Researchers have pin pointed a protein, Serca-2, that determines the health of the cardiac cells. In low levels, a person risks heart attack. In elevated amounts, their prospects look good.

It is one thing identifying a missing protein and very different matter when you try to put it back in a cell. Researchers seem to have found a way out by using genetically modified viruses.

Normally viruses infect our body by inserting DNA into our cells, which then begin to manufacture fragments of virus. By adding a gene for a particular protein to a virus, an infected cell will then be persuaded to manufacture that protein as well. 

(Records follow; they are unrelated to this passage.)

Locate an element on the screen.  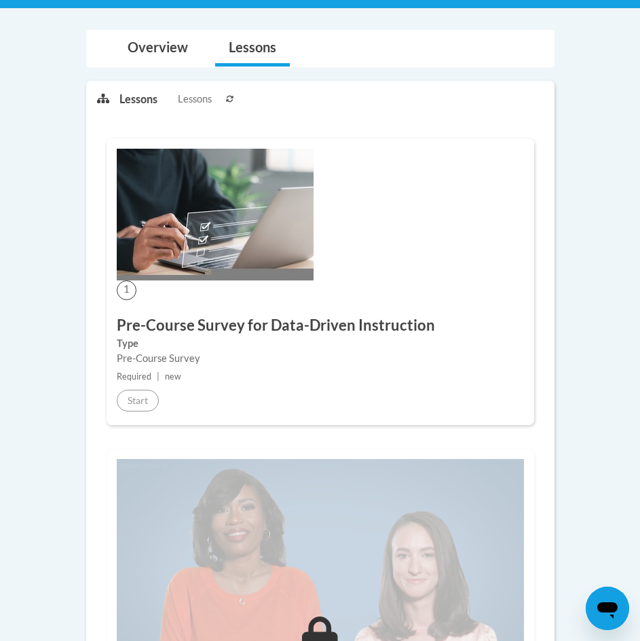
span: new is located at coordinates (173, 376).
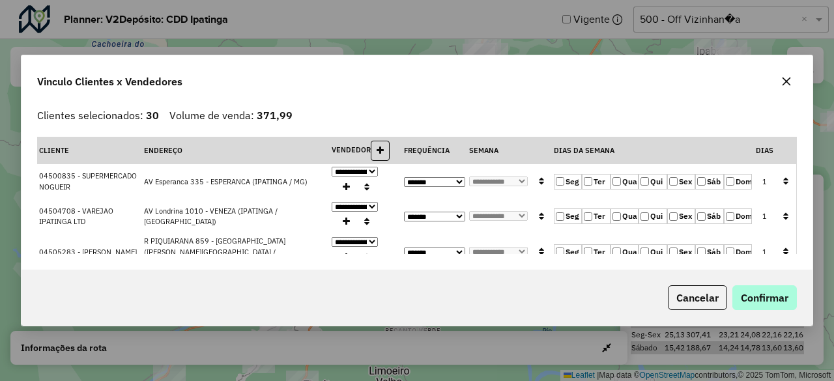  Describe the element at coordinates (764, 298) in the screenshot. I see `button: Confirmar` at that location.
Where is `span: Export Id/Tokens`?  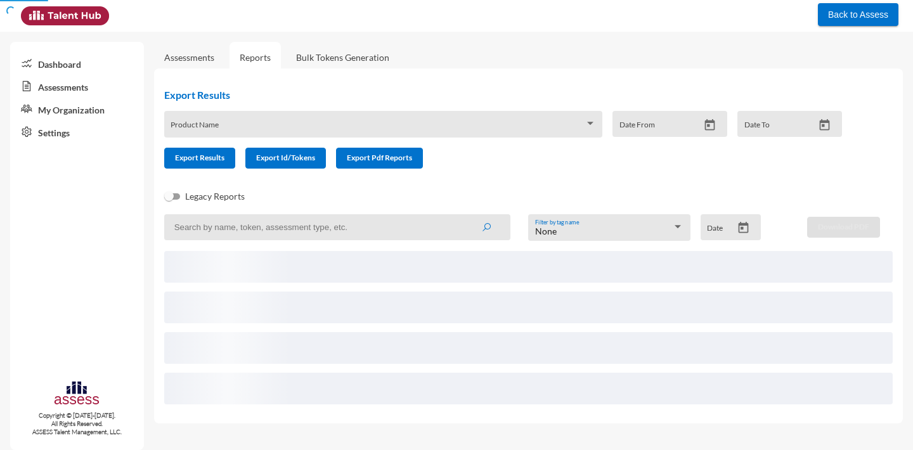 span: Export Id/Tokens is located at coordinates (285, 157).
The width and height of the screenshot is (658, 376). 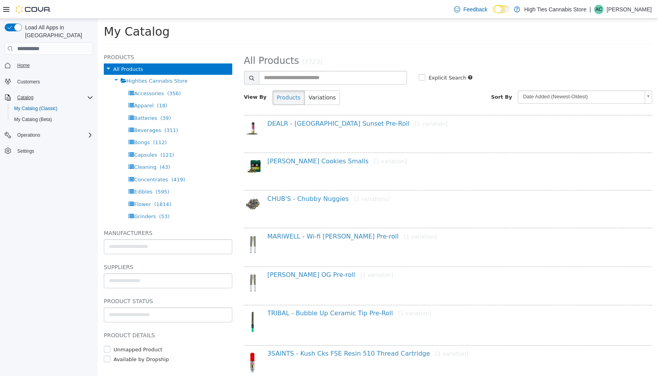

Prof Godfrey Smith of Glasgow University's Institute of Biomedical and Life science  and his team involved in this project of using viruses, genetically engineered to make the heart protein, are getting heart cells, grown in the laboratory, to resume manufacture of normal levels of Serca-2. The final phase would be to launch clinical trails which may be a long time because risks involved in gene therapy.

The Glasgow project  has also developed a test to detect  when heart cells have become seriously damaged and which can therefore predict when a person is at imminent risk of having a major coronary. It was found by them that a diseased heart releases large amount of a protein called BNP --  Brain Natiuretic peptide. This is used as a test.

The end result would be a test that would pin point potential heart attack victims, and development of techniques that may counter their condition.